#TBT: President Clinton Appoints Ruth Bader Ginsburg
On August 10th, 1993, Ruth Bader Ginsburg was confirmed to the United States Supreme Court as an associate justice, a position she would hold for 27 years until her death in 2020. Appointed by Bill Clinton and confirmed in a hearing led by Joe Biden, she was the second woman to sit on the Court and the first Jewish woman, merely the culmination of a lifetime fight against prejudice.
Despite losing her mother and older sibling as a child and her father's wishes for her not to pursue a career of her own, Ginsburg, the child of Russian Jewish immigrants, graduated James Madison High School. After her husband, Martin, transferred to an ROTC base, she worked as an administrative assistant, where she was demoted and fired for getting pregnant.
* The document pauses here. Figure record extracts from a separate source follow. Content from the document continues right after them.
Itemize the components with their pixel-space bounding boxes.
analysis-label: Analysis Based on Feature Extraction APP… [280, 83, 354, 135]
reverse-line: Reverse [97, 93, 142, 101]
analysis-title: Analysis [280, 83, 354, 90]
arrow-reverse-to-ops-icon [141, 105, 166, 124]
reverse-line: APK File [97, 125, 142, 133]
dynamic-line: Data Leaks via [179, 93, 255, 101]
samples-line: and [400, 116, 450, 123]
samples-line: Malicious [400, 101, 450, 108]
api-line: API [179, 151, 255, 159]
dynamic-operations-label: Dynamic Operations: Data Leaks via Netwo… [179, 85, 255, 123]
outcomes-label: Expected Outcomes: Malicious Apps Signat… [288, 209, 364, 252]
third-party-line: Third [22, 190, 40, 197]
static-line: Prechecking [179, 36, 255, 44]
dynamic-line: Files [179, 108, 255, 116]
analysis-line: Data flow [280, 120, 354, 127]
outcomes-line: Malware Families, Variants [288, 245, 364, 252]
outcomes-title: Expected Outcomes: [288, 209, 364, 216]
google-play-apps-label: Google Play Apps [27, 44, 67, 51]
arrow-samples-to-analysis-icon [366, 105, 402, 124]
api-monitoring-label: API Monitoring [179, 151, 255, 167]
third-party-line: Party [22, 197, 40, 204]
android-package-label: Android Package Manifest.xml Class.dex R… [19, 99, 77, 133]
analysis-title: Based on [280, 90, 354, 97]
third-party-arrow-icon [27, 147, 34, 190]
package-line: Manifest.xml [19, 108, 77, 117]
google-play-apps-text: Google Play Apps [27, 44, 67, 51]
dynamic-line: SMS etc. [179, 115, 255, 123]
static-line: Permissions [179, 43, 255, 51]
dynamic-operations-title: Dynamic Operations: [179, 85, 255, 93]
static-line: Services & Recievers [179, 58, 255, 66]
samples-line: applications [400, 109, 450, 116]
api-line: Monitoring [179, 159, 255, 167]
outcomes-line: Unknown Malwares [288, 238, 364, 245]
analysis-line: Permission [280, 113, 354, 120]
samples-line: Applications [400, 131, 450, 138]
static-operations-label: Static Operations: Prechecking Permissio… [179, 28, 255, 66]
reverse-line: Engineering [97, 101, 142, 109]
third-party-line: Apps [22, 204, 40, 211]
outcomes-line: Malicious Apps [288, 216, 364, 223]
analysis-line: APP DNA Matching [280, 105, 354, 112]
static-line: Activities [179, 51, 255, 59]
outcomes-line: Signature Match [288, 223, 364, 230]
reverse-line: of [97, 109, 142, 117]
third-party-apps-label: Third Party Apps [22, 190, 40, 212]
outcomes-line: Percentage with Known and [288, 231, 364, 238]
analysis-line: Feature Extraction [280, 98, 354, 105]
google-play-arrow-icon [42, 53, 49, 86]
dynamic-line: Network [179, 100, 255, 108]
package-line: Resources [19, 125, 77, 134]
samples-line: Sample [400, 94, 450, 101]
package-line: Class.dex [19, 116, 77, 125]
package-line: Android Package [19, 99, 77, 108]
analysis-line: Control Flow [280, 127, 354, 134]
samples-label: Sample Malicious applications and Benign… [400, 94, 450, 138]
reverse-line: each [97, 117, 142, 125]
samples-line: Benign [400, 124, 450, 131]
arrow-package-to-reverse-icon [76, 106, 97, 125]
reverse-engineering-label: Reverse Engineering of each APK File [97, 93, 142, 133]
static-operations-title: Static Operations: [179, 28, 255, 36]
After earning her bachelor's degree at Cornell and leaving Harvard (a professor inquired why she was taking the place of a man at the school), she received her law degree from Columbia University in 1959 and became the first woman to write for two major law reviews.
Ginsburg went on to teach at Columbia, Rutgers, and Stanford, writing numerous books and starting the Women's Rights Project of the American Civil Liberties Union in 1973. Ginsburg went on to argue numerous cases before the Supreme Court over the course of a decade, mostly involving healthcare rights.
On June 18th, 1980, she was appointed to the Second Circuit Court of Appeals by President Jimmy Carter, a position she held until her Supreme Court confirmation. During her tenure, she wrote majority opinions that protected the rights of citizens to sue polluters, struck down male-only admissions policies in military institutions, prompted the federal government to do more for tribal sovereignty, and expanded the rights of people with mental disabilities.
Even as she aged (her last decade of service was marked by people urging her to retire), she became renowned for her feisty opinions as a member of the left wing of the Supreme Court, and she has gone down in history as among the most important feminist icons in America. 30 years ago today, her place in history was sealed, but she was much more than a justice: she was justice personified.